Technical analyst Craig Scarborough has repeatedly framed the 2026 package around that same hybrid shift. The bigger MGU K does not just help on corner exit. It changes how teams think about battery state, recovery, clipping, gearing, cooling, and race tactics. A car with a strong combustion curve can still suffer if it runs out of deployment too soon. Another power unit may look weaker in peak ICE output, but recovers energy better, holds temperature better, and delivers a cleaner lap.
Gary Anderson’s warning also belongs here. When Anderson wrote that outsiders are not privy to every regulatory banana skin, he described the central problem with the public debate. Fans see a ranking. The FIA sees logged data, fluid temperatures, circuit context, installation effects, and measured running. Those on car measurements are messy by design, which is also why the public table can never tell the full story by itself.
Why The Ferrari Number And Red Bull Benchmark Feel Political
Even the Ferrari power argument needs caution. Some posts mix 15 HK, metric horsepower, and 15 kW as if they are the same thing. They are not. More importantly, peak power at one point does not prove a power unit is better across useful racing speeds. The FIA is trying to measure average ICE performance over representative running, not to reward or punish a single headline spike.
Old talk about tokens has made the conversation even muddier. Fans use the term ” token as shorthand for an upgrade chance because F1 once had a token-based engine development system. The 2026 rule is different. ADUO is a conditional development route tied to measured ICE underperformance, so calling it a token makes the system sound simpler than it is.
Still, the suspicion will not disappear quickly. If Red Bull is treated as the benchmark while rivals receive more development room, the sporting optics are explosive. A benchmark sounds like praise until everyone else gets permission to move. That does not make the rule wrong, but it does mean the FIA has to explain the measurement in language that fans can trust.

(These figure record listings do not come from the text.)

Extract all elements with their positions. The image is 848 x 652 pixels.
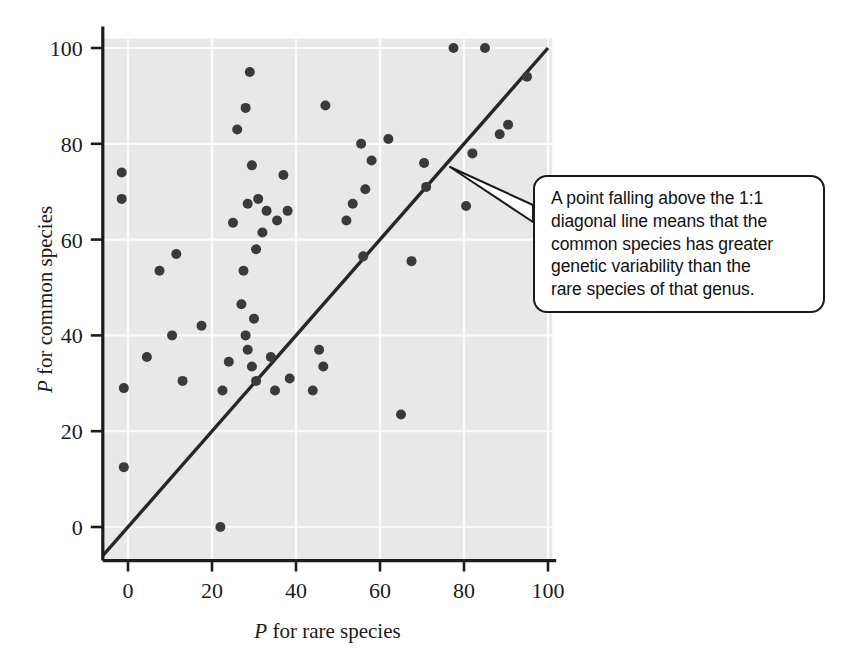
data-point <box>247 362 257 372</box>
data-point <box>236 299 246 309</box>
data-point <box>241 330 251 340</box>
x-tick-label: 100 <box>532 578 565 603</box>
y-tick-label: 20 <box>61 419 83 444</box>
data-point <box>243 345 253 355</box>
y-axis-title: P for common species <box>33 206 57 394</box>
data-point <box>308 385 318 395</box>
data-point <box>360 184 370 194</box>
data-point <box>142 352 152 362</box>
y-tick-label: 0 <box>72 515 83 540</box>
callout-line-1: A point falling above the 1:1 <box>551 187 809 210</box>
data-point <box>241 103 251 113</box>
data-point <box>266 352 276 362</box>
data-point <box>119 462 129 472</box>
y-tick-label: 80 <box>61 132 83 157</box>
data-point <box>253 194 263 204</box>
callout-line-2: diagonal line means that the <box>551 210 809 233</box>
y-tick-label: 40 <box>61 323 83 348</box>
data-point <box>283 206 293 216</box>
data-point <box>356 139 366 149</box>
callout-line-5: rare species of that genus. <box>551 278 809 301</box>
y-tick-label: 60 <box>61 228 83 253</box>
data-point <box>503 120 513 130</box>
data-point <box>367 156 377 166</box>
data-point <box>178 376 188 386</box>
data-point <box>272 215 282 225</box>
x-tick-label: 60 <box>369 578 391 603</box>
data-point <box>285 374 295 384</box>
data-point <box>320 100 330 110</box>
data-point <box>495 129 505 139</box>
x-tick-label: 20 <box>201 578 223 603</box>
data-point <box>396 409 406 419</box>
data-point <box>171 249 181 259</box>
data-point <box>239 266 249 276</box>
data-point <box>197 321 207 331</box>
data-point <box>341 215 351 225</box>
x-tick-label: 0 <box>123 578 134 603</box>
callout-annotation: A point falling above the 1:1 diagonal l… <box>533 175 825 313</box>
data-point <box>314 345 324 355</box>
data-point <box>232 124 242 134</box>
figure-container: 020406080100020406080100P for rare speci… <box>0 0 848 652</box>
y-tick-label: 100 <box>50 36 83 61</box>
data-point <box>251 376 261 386</box>
data-point <box>461 201 471 211</box>
data-point <box>318 362 328 372</box>
data-point <box>270 385 280 395</box>
data-point <box>249 314 259 324</box>
x-axis-title: P for rare species <box>253 619 400 643</box>
data-point <box>215 522 225 532</box>
x-tick-label: 40 <box>285 578 307 603</box>
data-point <box>167 330 177 340</box>
data-point <box>419 158 429 168</box>
callout-line-3: common species has greater <box>551 233 809 256</box>
data-point <box>421 182 431 192</box>
data-point <box>224 357 234 367</box>
data-point <box>522 72 532 82</box>
data-point <box>467 148 477 158</box>
data-point <box>218 385 228 395</box>
data-point <box>407 256 417 266</box>
data-point <box>117 194 127 204</box>
data-point <box>262 206 272 216</box>
data-point <box>228 218 238 228</box>
data-point <box>243 199 253 209</box>
data-point <box>449 43 459 53</box>
data-point <box>117 168 127 178</box>
data-point <box>119 383 129 393</box>
data-point <box>257 227 267 237</box>
data-point <box>348 199 358 209</box>
data-point <box>155 266 165 276</box>
data-point <box>245 67 255 77</box>
callout-line-4: genetic variability than the <box>551 255 809 278</box>
x-tick-label: 80 <box>453 578 475 603</box>
scatter-plot: 020406080100020406080100P for rare speci… <box>0 0 848 652</box>
data-point <box>480 43 490 53</box>
data-point <box>247 160 257 170</box>
data-point <box>358 251 368 261</box>
data-point <box>383 134 393 144</box>
data-point <box>251 244 261 254</box>
data-point <box>278 170 288 180</box>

The purpose of ADUO is sensible. Formula 1 does not want one manufacturer to lose years of competitiveness because it missed the first version of a frozen power unit. Nor does it want an early leader to dominate the new era before rivals can respond. Yet any equalisation tool becomes controversial when the public cannot see the full method behind it.

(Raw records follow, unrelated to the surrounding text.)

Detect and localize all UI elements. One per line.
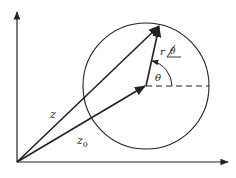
diagram-canvas: z z0 r θ θ <box>0 0 236 178</box>
label-theta-angle: θ <box>155 72 161 83</box>
vector-z0 <box>17 86 145 162</box>
vector-z <box>17 26 159 162</box>
label-z: z <box>49 108 56 121</box>
label-theta-polar: θ <box>170 46 176 56</box>
label-r: r <box>160 46 166 57</box>
diagram-svg: z z0 r θ θ <box>0 0 236 178</box>
label-z0: z0 <box>76 134 88 149</box>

What ADUO Must Prove In 2026
The 2026 cars make equalisation harder than ever. Power is combustion, deployment, harvesting, heat, packaging, reliability, and timing. The FIA can measure the ICE Performance Index in a structured way. The challenge is convincing the paddock and the internet that the index captures enough of the race car to justify who gets help, who does not, and why.

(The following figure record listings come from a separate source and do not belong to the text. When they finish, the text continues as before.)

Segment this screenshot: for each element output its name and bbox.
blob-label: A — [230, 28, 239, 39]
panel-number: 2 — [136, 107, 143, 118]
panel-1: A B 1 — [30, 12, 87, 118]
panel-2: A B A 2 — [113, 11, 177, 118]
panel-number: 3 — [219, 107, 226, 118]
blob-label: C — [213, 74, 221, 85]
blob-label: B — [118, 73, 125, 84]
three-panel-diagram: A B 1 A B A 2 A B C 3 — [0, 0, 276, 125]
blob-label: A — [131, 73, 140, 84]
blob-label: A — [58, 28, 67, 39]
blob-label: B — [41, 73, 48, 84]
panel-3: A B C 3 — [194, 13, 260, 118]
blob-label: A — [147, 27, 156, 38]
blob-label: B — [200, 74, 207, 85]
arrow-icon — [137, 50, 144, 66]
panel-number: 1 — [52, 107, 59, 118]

That is why this debate has lasted beyond one circulating graphic. It is not only about Ferrari, Red Bull, Mercedes, Audi, or Honda. It is about trust in the measuring tool. In a hybrid era, in this complex, the number that matters most is not always the biggest number on the table.
FAQ
What is ADUO in F1?
ADUO means Additional Development and Upgrade Opportunities. It gives underperforming power unit manufacturers extra room to develop under the 2026 rules.
Why are fans debating the FIA 2026 engine equalisation rules?
Fans worry the system focuses too much on ICE performance. The 2026 cars depend heavily on electric deployment, battery use, and energy recovery.
Is ADUO the same as the balance of performance?
No. ADUO does not add ballast or change fuel flow. It gives development and cost cap relief when a manufacturer meets the FIA threshold.
Why does the MGU K matter so much in 2026?
The 2026 MGU K can deliver 350 kW. That makes electric power a huge part of attack, defence, and lap time.
Why does Red Bull’s benchmark status feel controversial?
A benchmark label sounds positive, but rivals may get extra development room. That makes the ranking feel political to many fans.